In February, President Clinton issued the National Drug Control Strategy for 1999. The strategy's long term goal is to achieve a 50 percent reduction in drug use in the United States by 2008, and it seeks to accomplish this through a balanced approach of demand and supply reduction programs. President Clinton is seeking a $17.8 billion FY 2000 appropriation to support this strategy, an increase of $735 million or 4 percent from the regular FY 1999 appropriation. The budget includes significant funding increases for youth prevention programs, including a media campaign ($86 million total increase); a program to break the cycle of drug use by criminal offenders ($100 million increase); significant expansion in treatment and prevention facilities ($85 million increase); intensified interdiction efforts along the Southwest border ($50 million increase) ; and foreign assistance ($29 million increase). Approximately $22 million of the $29 million foreign assistance increase will go to Latin America. This will bring the total counternarcotics foreign assistance budget up to $265 million of which approximately $230 million is for Latin American and Caribbean programs. This is about an 11 percent increase over the FY 1999 budget for this region.

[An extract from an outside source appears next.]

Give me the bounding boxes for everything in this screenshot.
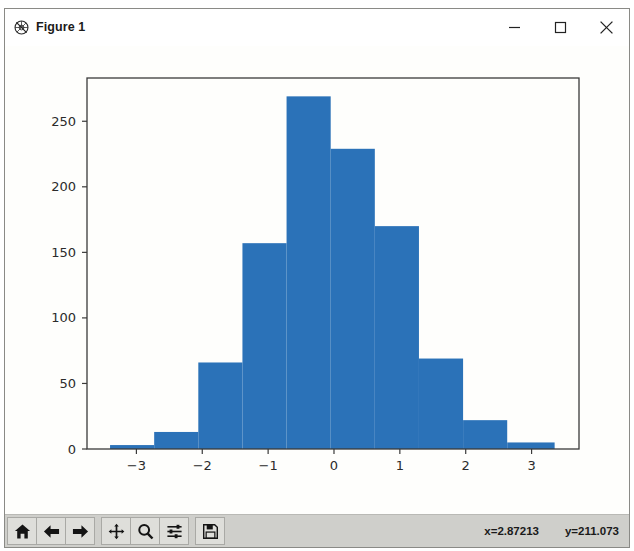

In 1998, the United States produced and published,, as an important companion to its strategy, a comprehensive set of performance measures of effectiveness (PME). The PME report breaks the national strategy down into its 5 broad goals, 32 objectives, and 94 performance targets. The 94 targets state precisely the narcotics control accomplishments the United States hopes to achieve over the near and medium terms. The document is a dynamic tool for evaluating the progress of United States' drug control efforts. It is an evaluation and accountability document submitted to the congress, public, other US Government agencies, and any entity who seeks to track and monitor the United States' narcotics control efforts. Through it, success in achieving the goals of the National Drug Control Strategy will be tracked and measured. It will allow policy makers, program managers, and the public to know where the United States stands and where it should be headed with its counterdrug programs.

Outlook

Despite making progress towards a counternarcotics alliance against drugs, and achieving significant recent gains against production, trafficking, and abuse the hemisphere continues to face serious narcotics challenges. Criminals are still making enormous sums of money off of the illicit narcotics trade, enough to inspire them to continue shifting routes, looking for new markets and producing areas, and bribing and intimidating officials into protecting their operations. The shift of coca cultivation into guerrilla-dominated areas of Colombia where heightened security risks complicate implementation of narcotics control programs is one such development. A related development appears to be increased cocaine processing in Peru and Bolivia and possibly more trafficking to Europe and North America through the southern cone of Latin America. Increased seizure statistics and other indicators also suggest there is more overland transit going through Central America, increasing the prospects of greater drug crime activity in these countries.

On balance, however, the trends are moving strongly in our favor. The traffickers are clearly on the defensive as a result of the stronger, more comprehensive, and better balanced and coordinated operations the hemisphere has been able to mount against the threat in recent years. The prospects of accelerating these gains and becoming the model for enhanced counternarcotics cooperation for the rest of the world are great so long as we sustain this focus and commitment.